Starting from the line containing "Locate an element on the screen. This", give again every line through the end of the entries, word for word. Pictures stay out of the copy.

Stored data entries
Start of Block
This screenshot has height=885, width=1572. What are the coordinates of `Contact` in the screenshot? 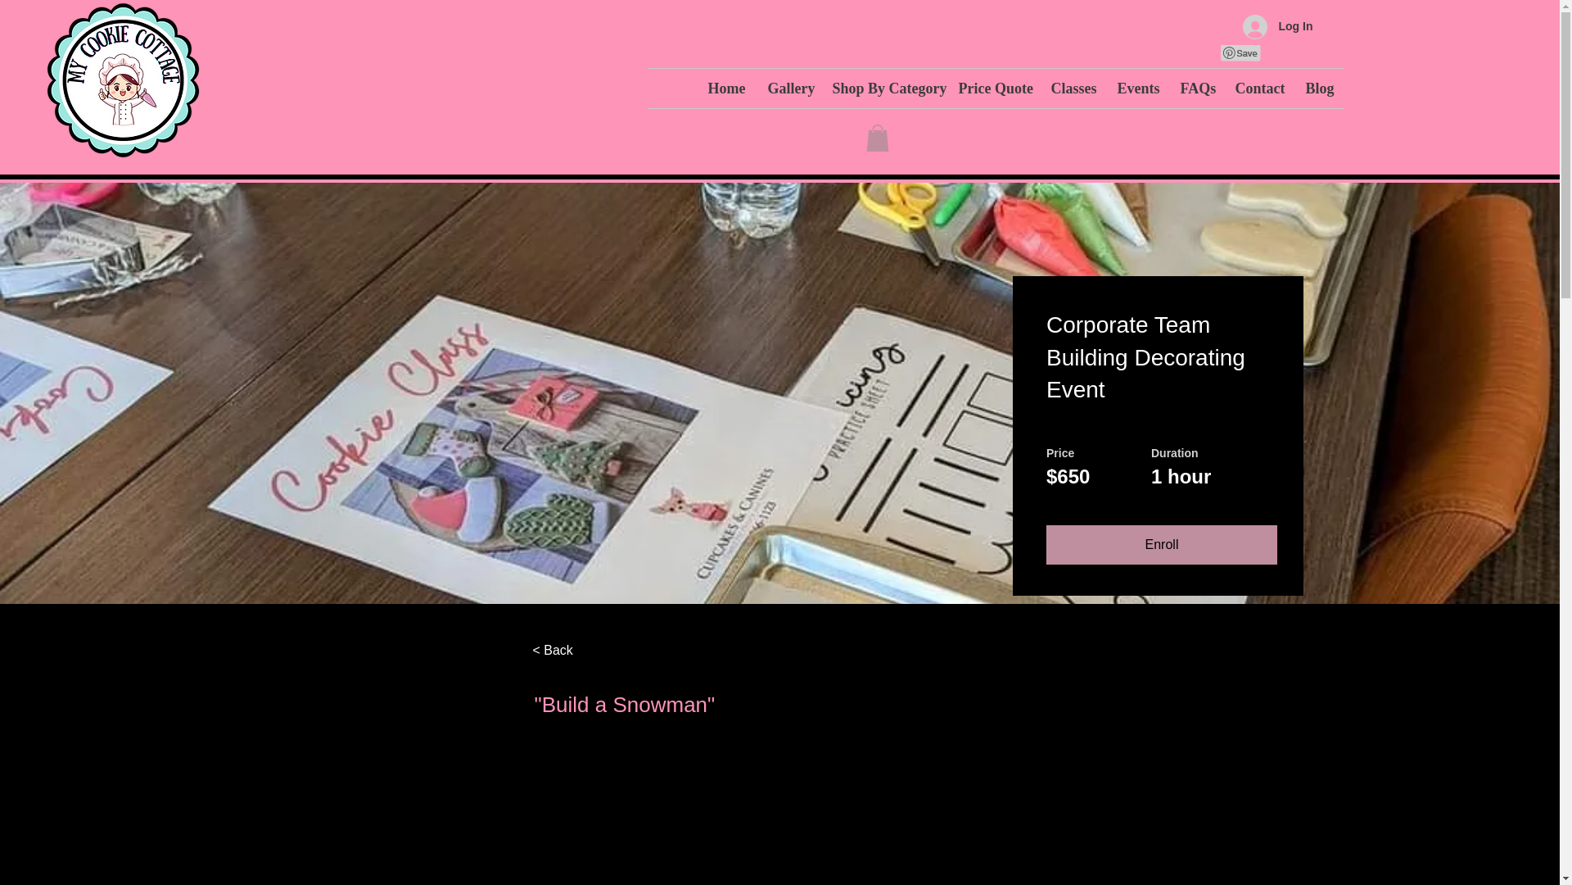 It's located at (1258, 88).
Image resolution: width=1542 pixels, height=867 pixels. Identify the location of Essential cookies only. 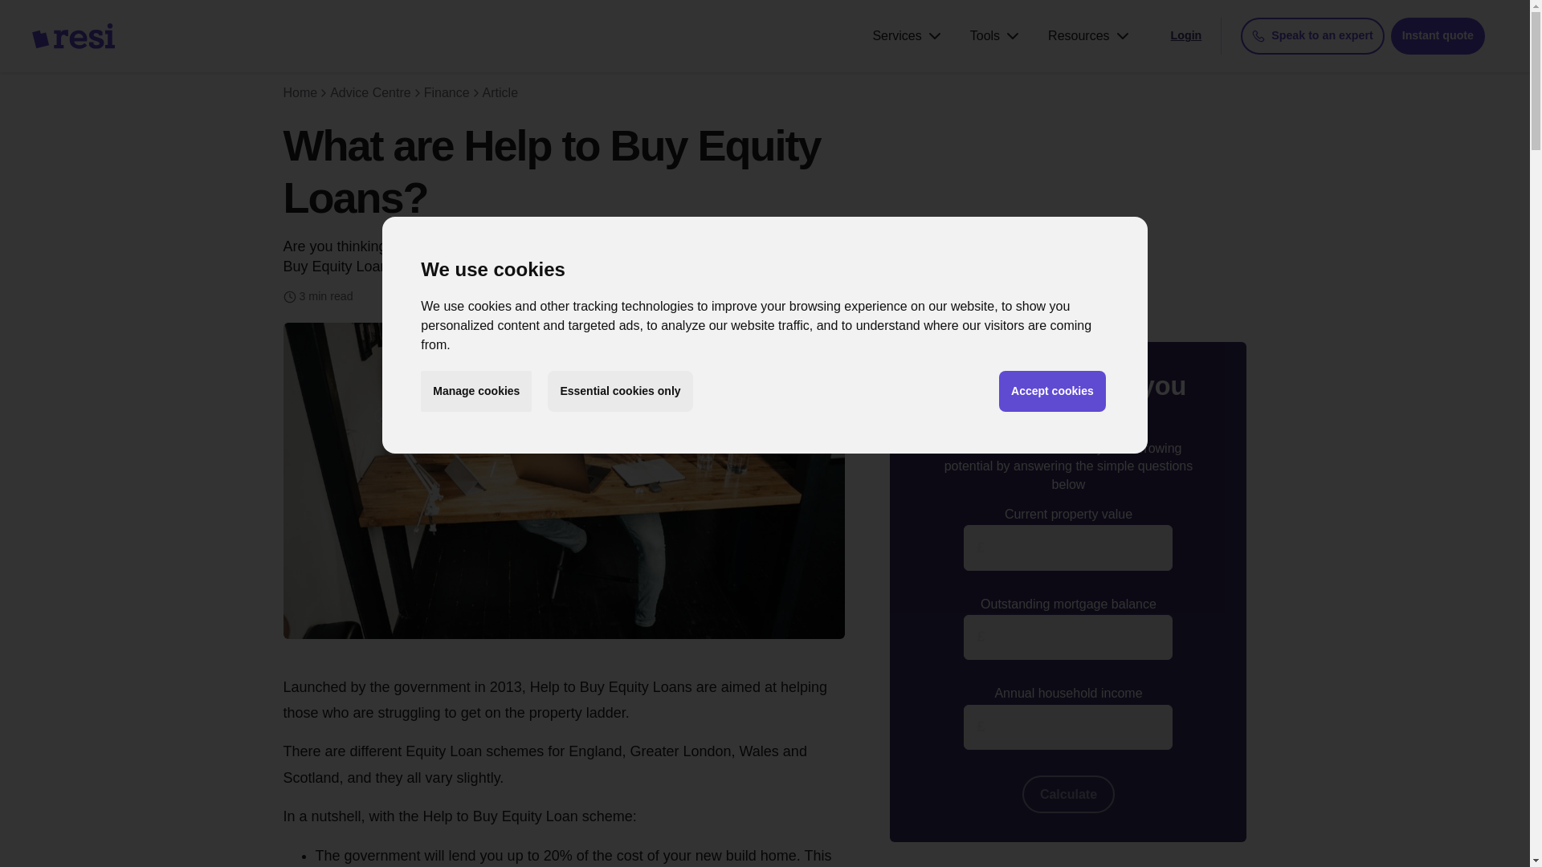
(620, 392).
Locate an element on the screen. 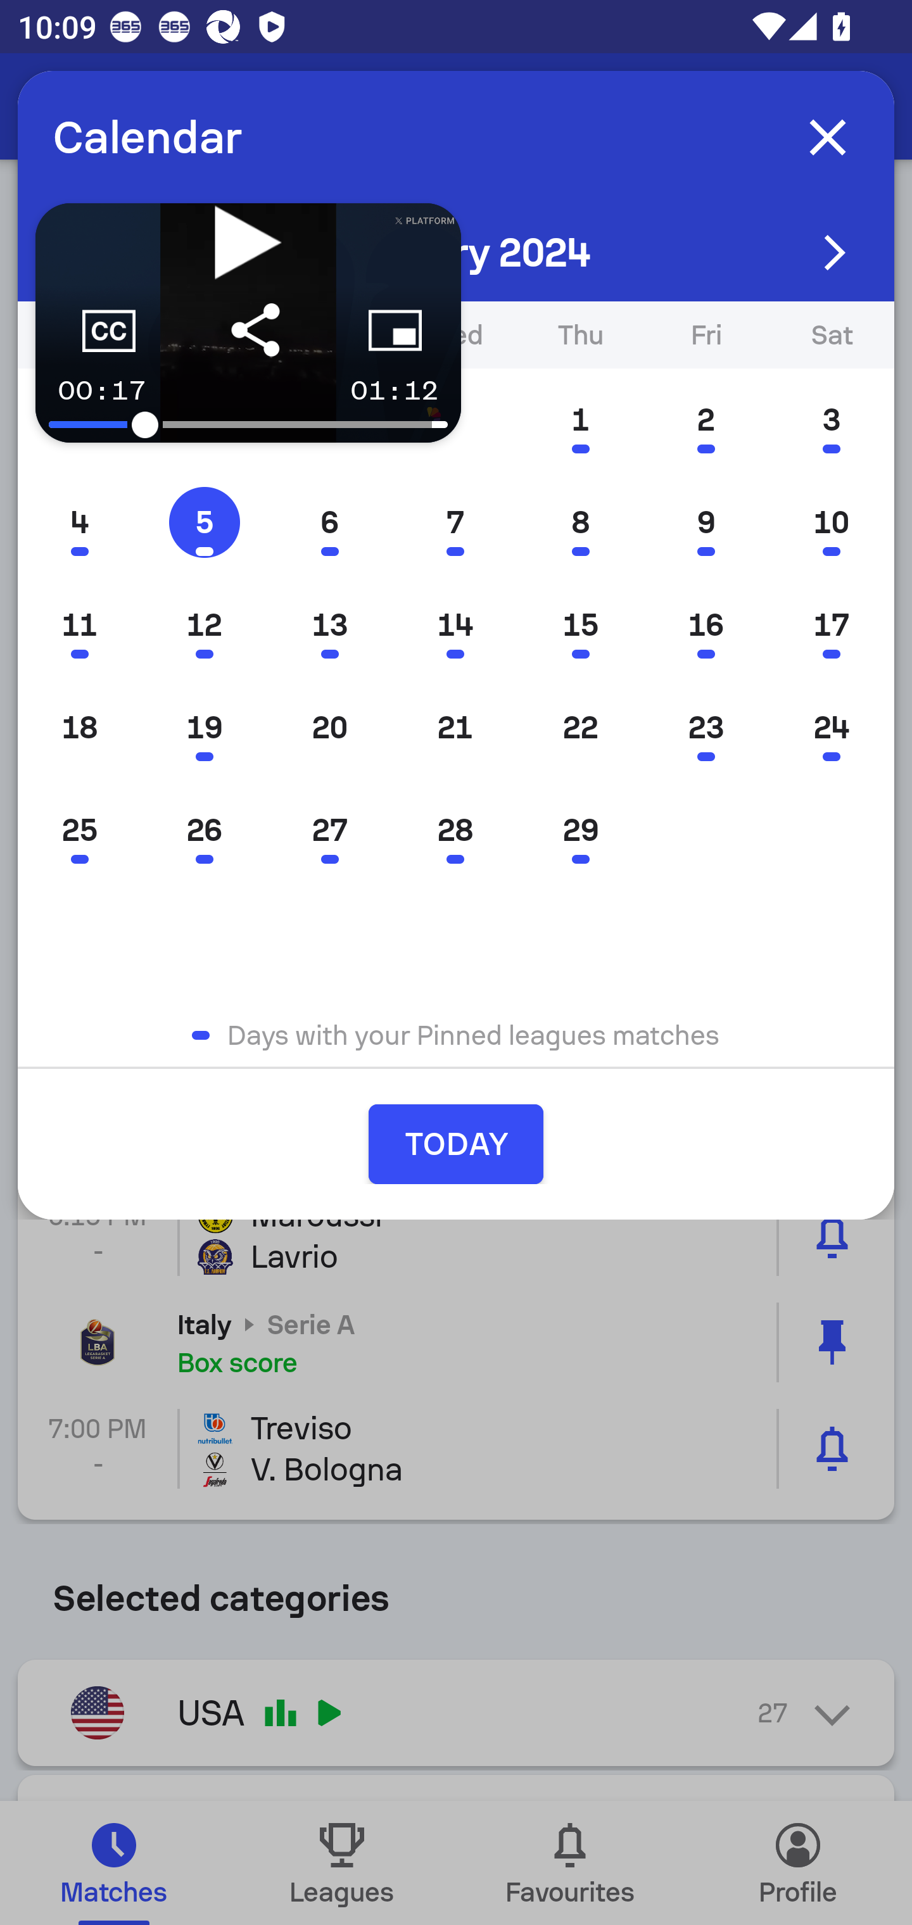 The height and width of the screenshot is (1925, 912). 23 is located at coordinates (706, 728).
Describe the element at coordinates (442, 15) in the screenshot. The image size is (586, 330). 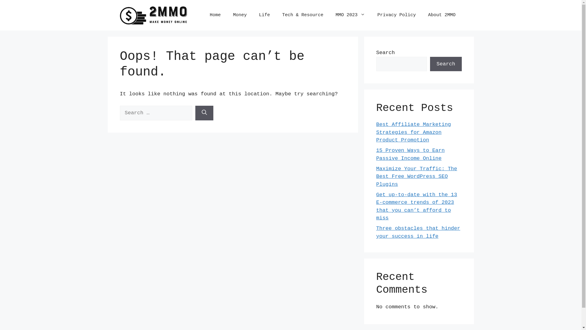
I see `About 2MMO` at that location.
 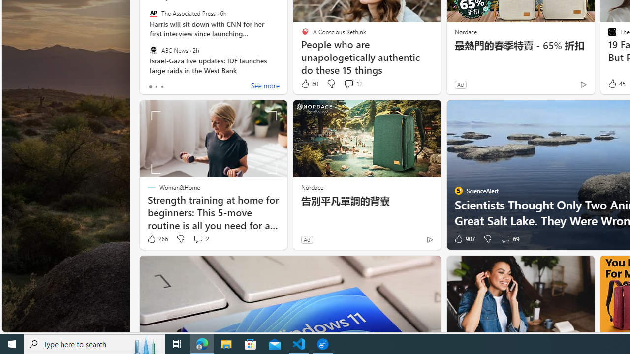 I want to click on 60 Like, so click(x=309, y=84).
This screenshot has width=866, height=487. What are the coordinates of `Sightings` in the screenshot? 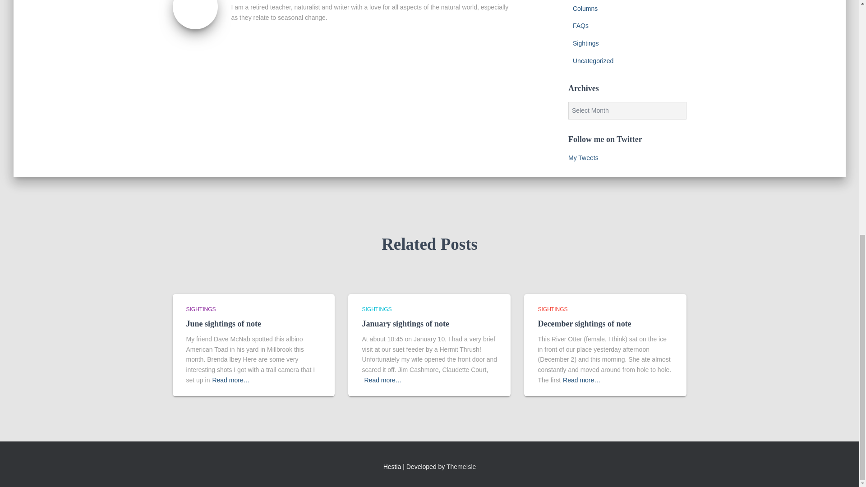 It's located at (585, 43).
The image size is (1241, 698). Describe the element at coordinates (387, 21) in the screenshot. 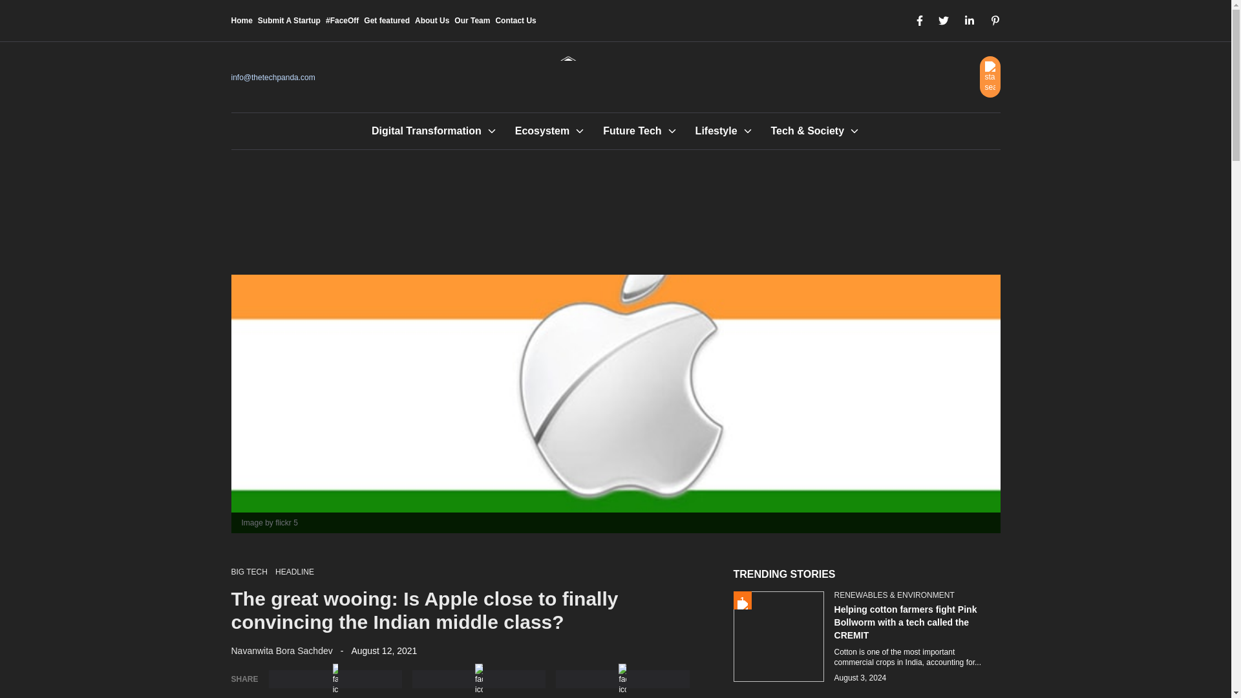

I see `Get featured` at that location.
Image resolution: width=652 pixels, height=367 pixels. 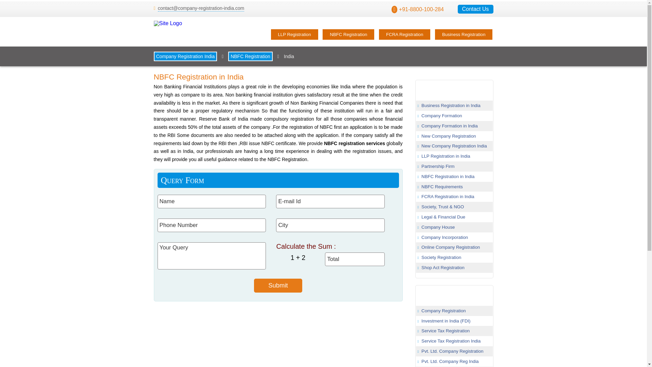 What do you see at coordinates (438, 166) in the screenshot?
I see `Partnership Firm` at bounding box center [438, 166].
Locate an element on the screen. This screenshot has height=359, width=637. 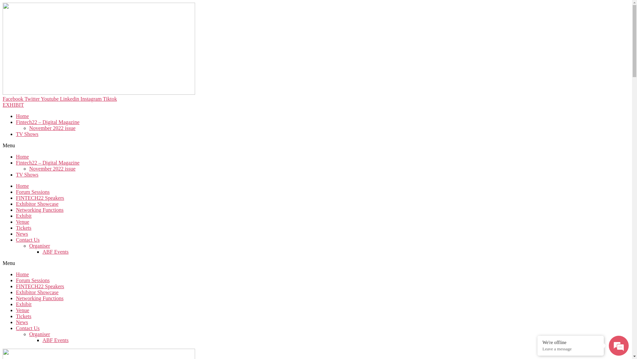
FINTECH22 Speakers is located at coordinates (40, 286).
End of Block
- **Response**
Locate an element on the screen. This screenshot has height=359, width=637. 
FINTECH22 Speakers is located at coordinates (40, 286).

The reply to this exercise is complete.